Common sense says you have five: sight, taste, smell, touch and hearing. But scientists and others say you have more than five senses, perhaps many more, depending upon who's defining the term. Conservative estimates put the number at 10, and include abilities like detecting rising blood pressure. More radical estimates include being able to sense body position, a full bladder and hunger. Some researchers say humans possess as many as 30 senses.

But in all of this talk, which began a couple of thousand years ago with Aristotle's first tabulations of human senses (he came up with the primary five), there is at least one sense that seems to have been largely overlooked: balance.

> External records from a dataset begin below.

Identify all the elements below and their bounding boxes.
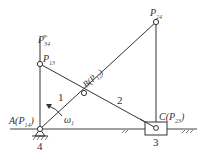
link-label-2: 2 xyxy=(117,94,123,106)
label-B: B(P12) xyxy=(81,67,106,90)
pivot-P24 xyxy=(153,19,158,24)
ground-hatch-mid xyxy=(122,130,128,133)
pivot-P13 xyxy=(37,61,42,66)
pivot-C xyxy=(154,126,159,131)
pivot-A xyxy=(37,126,42,131)
label-A: A(P14) xyxy=(8,115,35,128)
link-label-3: 3 xyxy=(153,136,159,148)
label-P24: P24 xyxy=(149,7,162,20)
label-P13: P13 xyxy=(42,53,55,66)
label-omega: ω1 xyxy=(64,114,74,126)
label-P34: P34∞ xyxy=(37,33,50,47)
link-label-1: 1 xyxy=(58,91,64,103)
mechanism-diagram: P34∞ P13 B(P12) P24 A(P14) C(P23) 1 2 3 … xyxy=(0,0,208,158)
link-label-4: 4 xyxy=(37,140,43,152)
ground-hatch-right xyxy=(182,130,193,133)
pivot-B xyxy=(81,90,86,95)
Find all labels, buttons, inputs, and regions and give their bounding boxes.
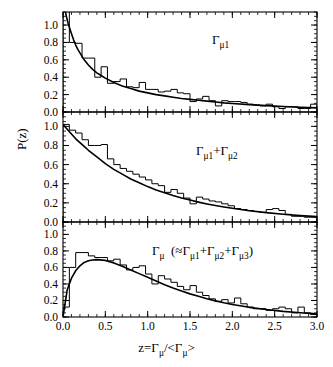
y-tick-label: 1.0 <box>44 19 59 31</box>
plot-svg: 0.00.20.40.60.81.00.00.20.40.60.81.00.00… <box>0 0 333 367</box>
y-tick-label: 0.2 <box>44 197 59 209</box>
x-tick-label: 2.5 <box>267 320 282 332</box>
y-tick-label: 0.8 <box>44 139 59 151</box>
y-tick-label: 0.4 <box>44 178 59 190</box>
y-tick-label: 0.0 <box>44 106 59 118</box>
panel-middle-label: Γμ1+Γμ2 <box>196 143 238 161</box>
y-tick-label: 1.0 <box>44 120 59 132</box>
histogram-steps <box>63 124 317 222</box>
y-tick-label: 0.0 <box>44 216 59 228</box>
y-tick-label: 0.6 <box>44 261 59 273</box>
y-axis-label: P(z) <box>14 128 30 150</box>
panel-bottom-label: Γμ (≈Γμ1+Γμ2+Γμ3) <box>152 243 253 261</box>
panel-frame <box>63 112 317 222</box>
y-tick-label: 0.4 <box>44 278 59 290</box>
x-tick-label: 1.0 <box>140 320 155 332</box>
y-tick-label: 1.0 <box>44 228 59 240</box>
panel-0: 0.00.20.40.60.81.0 <box>44 0 317 118</box>
histogram-steps <box>63 253 317 317</box>
x-tick-label: 0.5 <box>98 320 113 332</box>
panel-2: 0.00.20.40.60.81.00.00.51.01.52.02.53.0 <box>44 222 325 332</box>
y-tick-label: 0.8 <box>44 36 59 48</box>
x-tick-label: 1.5 <box>183 320 198 332</box>
panel-top-label: Γμ1 <box>212 32 229 50</box>
y-tick-label: 0.6 <box>44 54 59 66</box>
x-tick-label: 0.0 <box>56 320 71 332</box>
figure-root: 0.00.20.40.60.81.00.00.20.40.60.81.00.00… <box>0 0 333 367</box>
panel-frame <box>63 222 317 317</box>
panel-1: 0.00.20.40.60.81.0 <box>44 112 317 228</box>
y-tick-label: 0.2 <box>44 89 59 101</box>
x-tick-label: 3.0 <box>310 320 325 332</box>
x-tick-label: 2.0 <box>225 320 240 332</box>
y-tick-label: 0.4 <box>44 71 59 83</box>
histogram-steps <box>63 10 317 112</box>
y-tick-label: 0.2 <box>44 294 59 306</box>
x-axis-label: z=Γμ/<Γμ> <box>0 340 333 358</box>
y-tick-label: 0.8 <box>44 245 59 257</box>
y-tick-label: 0.6 <box>44 159 59 171</box>
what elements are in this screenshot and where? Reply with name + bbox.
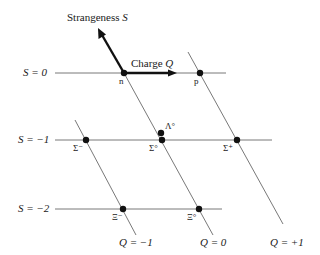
- particle-label-sigma-minus: Σ⁻: [73, 144, 83, 153]
- diagram-canvas: [0, 0, 320, 255]
- particle-dot-lambda-zero: [158, 130, 164, 136]
- particle-label-xi-minus: Ξ⁻: [112, 213, 123, 222]
- strangeness-arrow-icon: [98, 28, 124, 73]
- particle-dot-sigma-plus: [234, 137, 240, 143]
- charge-symbol: Q: [165, 57, 173, 69]
- particle-label-lambda-zero: Λ°: [165, 122, 175, 131]
- particle-dot-sigma-minus: [83, 137, 89, 143]
- row-label-s0: S = 0: [23, 67, 47, 78]
- particle-label-p: p: [194, 77, 199, 86]
- charge-label-q0: Q = 0: [200, 237, 226, 248]
- particle-label-n: n: [119, 77, 124, 86]
- row-label-s-1: S = −1: [18, 134, 49, 145]
- charge-axis-label: Charge Q: [131, 58, 173, 69]
- charge-line-q-1: [75, 120, 136, 235]
- charge-arrow-icon: [124, 70, 177, 77]
- particle-label-sigma-plus: Σ⁺: [223, 144, 233, 153]
- charge-label-q1: Q = +1: [270, 237, 304, 248]
- strangeness-axis-label: Strangeness S: [67, 12, 128, 23]
- particle-dot-xi-zero: [196, 206, 202, 212]
- particle-label-sigma-zero: Σ°: [149, 144, 158, 153]
- particle-dot-sigma-zero: [159, 137, 165, 143]
- charge-label-q-1: Q = −1: [119, 237, 153, 248]
- particle-label-xi-zero: Ξ°: [187, 213, 196, 222]
- row-label-s-2: S = −2: [18, 203, 49, 214]
- strangeness-label-text: Strangeness: [67, 11, 120, 23]
- strangeness-symbol: S: [122, 11, 128, 23]
- charge-label-text: Charge: [131, 57, 163, 69]
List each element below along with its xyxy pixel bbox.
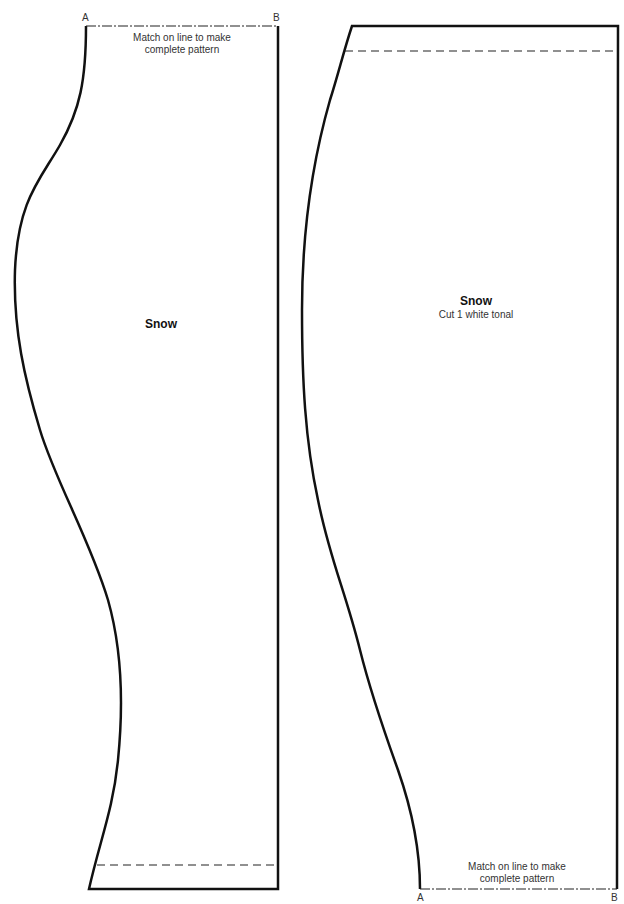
right-match-note: Match on line to make complete pattern [432, 861, 602, 885]
left-match-note-line2: complete pattern [97, 44, 267, 56]
left-piece-outline [15, 26, 278, 889]
right-corner-b-label: B [611, 892, 618, 903]
left-pattern-piece [15, 26, 278, 889]
right-corner-a-label: A [417, 892, 424, 903]
left-piece-title: Snow [81, 317, 241, 331]
pattern-drawing [0, 0, 624, 904]
left-match-note: Match on line to make complete pattern [97, 32, 267, 56]
right-piece-outline [302, 26, 618, 889]
right-match-note-line2: complete pattern [432, 873, 602, 885]
right-piece-title: Snow [396, 294, 556, 308]
left-corner-b-label: B [273, 12, 280, 23]
right-pattern-piece [302, 26, 618, 889]
right-piece-subtitle: Cut 1 white tonal [396, 309, 556, 320]
left-corner-a-label: A [82, 12, 89, 23]
left-match-note-line1: Match on line to make [97, 32, 267, 44]
right-match-note-line1: Match on line to make [432, 861, 602, 873]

That, at least, is the premise of Scott McCredie's book. McCredie declares in his very first sentence that Aristotle erred, and then proceeds to castigate others for not fully appreciating our innate and remarkable ability to move about without toppling over.

McCredie is a Seattle-based writer and this is his first book. These facts do not necessarily put him on the same page with, say, Diane Ackerman, a hugely admired and successful science and nature writer ("A Natural History of the Senses") whom McCredie also takes to task. Still, he makes a good point and a pretty good first effort.

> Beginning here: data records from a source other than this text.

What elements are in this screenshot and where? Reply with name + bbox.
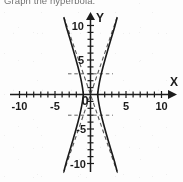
x-tick-label-10: 10 [155,101,167,112]
x-tick-label-5: 5 [123,101,129,112]
y-tick-label--5: -5 [76,124,86,135]
y-axis-arrow [86,12,95,20]
y-tick-label-10: 10 [72,20,84,31]
origin-label: 0 [81,95,88,106]
plot-area [0,0,183,182]
right-branch-lower [98,95,117,172]
right-branch-upper [98,18,117,95]
x-axis-arrow [168,90,177,99]
x-tick-label--5: -5 [50,101,60,112]
hyperbola-figure: Graph the hyperbola. [0,0,183,182]
y-axis-label: Y [96,12,104,24]
y-tick-label-5: 5 [78,55,84,66]
y-tick-label--10: -10 [70,158,86,169]
x-tick-label--10: -10 [12,101,28,112]
axes-group [10,12,177,172]
x-axis-label: X [170,76,178,88]
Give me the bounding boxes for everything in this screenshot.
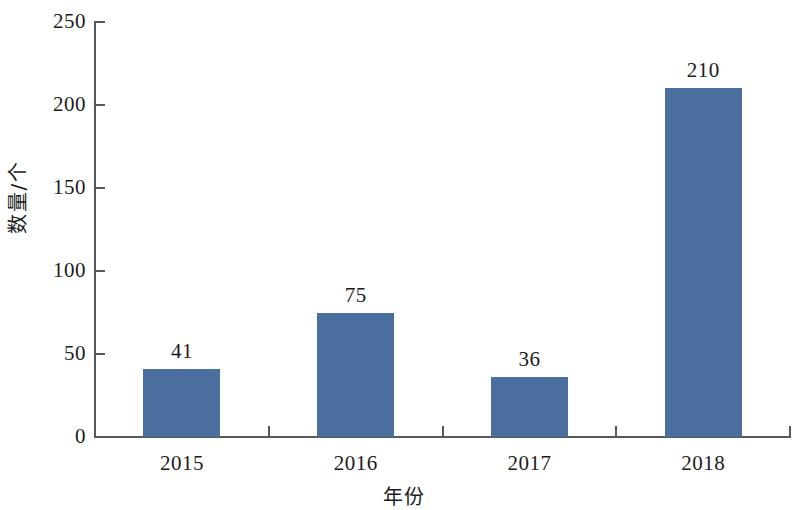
bar-value-label-2017: 36 [479,349,579,370]
x-axis-label-2018: 2018 [643,452,763,474]
bar-chart-figure: 050100150200250 417536210 20152016201720… [0,0,808,510]
x-axis-label-2017: 2017 [469,452,589,474]
bar-value-label-2018: 210 [653,60,753,81]
bar-2015 [143,369,220,437]
x-axis-label-2016: 2016 [296,452,416,474]
x-axis-title: 年份 [0,486,808,508]
x-axis-label-2015: 2015 [122,452,242,474]
bar-2017 [491,377,568,437]
y-axis-title: 数量/个 [7,127,29,267]
bar-value-label-2015: 41 [132,341,232,362]
bar-2018 [665,88,742,437]
bar-2016 [317,313,394,438]
bar-value-label-2016: 75 [306,285,406,306]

Most of us don't think much about our sense of balance except in its absence. That's not an inconsiderable concern in aging America. After 65, one out of three Americans falls each year, adding up to more than 10 million falls annually, McCredie writes.

"While most falls don't result in serious injury, they are like a game of Russian roulette. Sooner or later the bullet - in the form of fractures, lacerations and sometimes death - will sit in the firing chamber."

But age is only one factor affecting balance, which can be impaired by infections, certain kinds of brain injuries, diabetes and even the dislodging of tiny stones (bits of calcium carbonate crystals) that naturally occur within the inner ear. Yep, we all have rocks in our heads.

After a quick introduction to the biology of balance - otherwise known as the vestibular system - the book devotes chapters to specific conditions: the mysteries of motion sickness (some fish suffer too), spatial disorientation (the likely reason why John F. Kennedy Jr. fatally flew his private plane straight into the ocean on a clear, calm night in 1999) and extreme equilibrium (why some people are tightrope walkers).

Our vestibular systems are crucial to us even before we're born, prompting us to flip to a head-down position in the womb just before birth.

Stimulating one's inner ear - by spinning, for example - may boost brain activity, though too much usually isn't a good thing.

McCredie ends with a short appendix that includes how to evaluate your own sense of balance: Stand on a hard surface and raise one leg about 12 inches off the ground. Count how long you can maintain this position. People between the ages of 20 and 49 average about 24-28 seconds; 50- to 59-year-olds, 21 seconds; 60- to 69-year-olds, 10 seconds; 70- to 79-year-olds, 4 seconds.

To improve, McCredie provides a few exercises. They're fairly easy and, more important, they're good for you. Because as McCredie says, we all need balance in our lives.

- Scott LaFee is a science writer for the Union-Tribune in San Diego.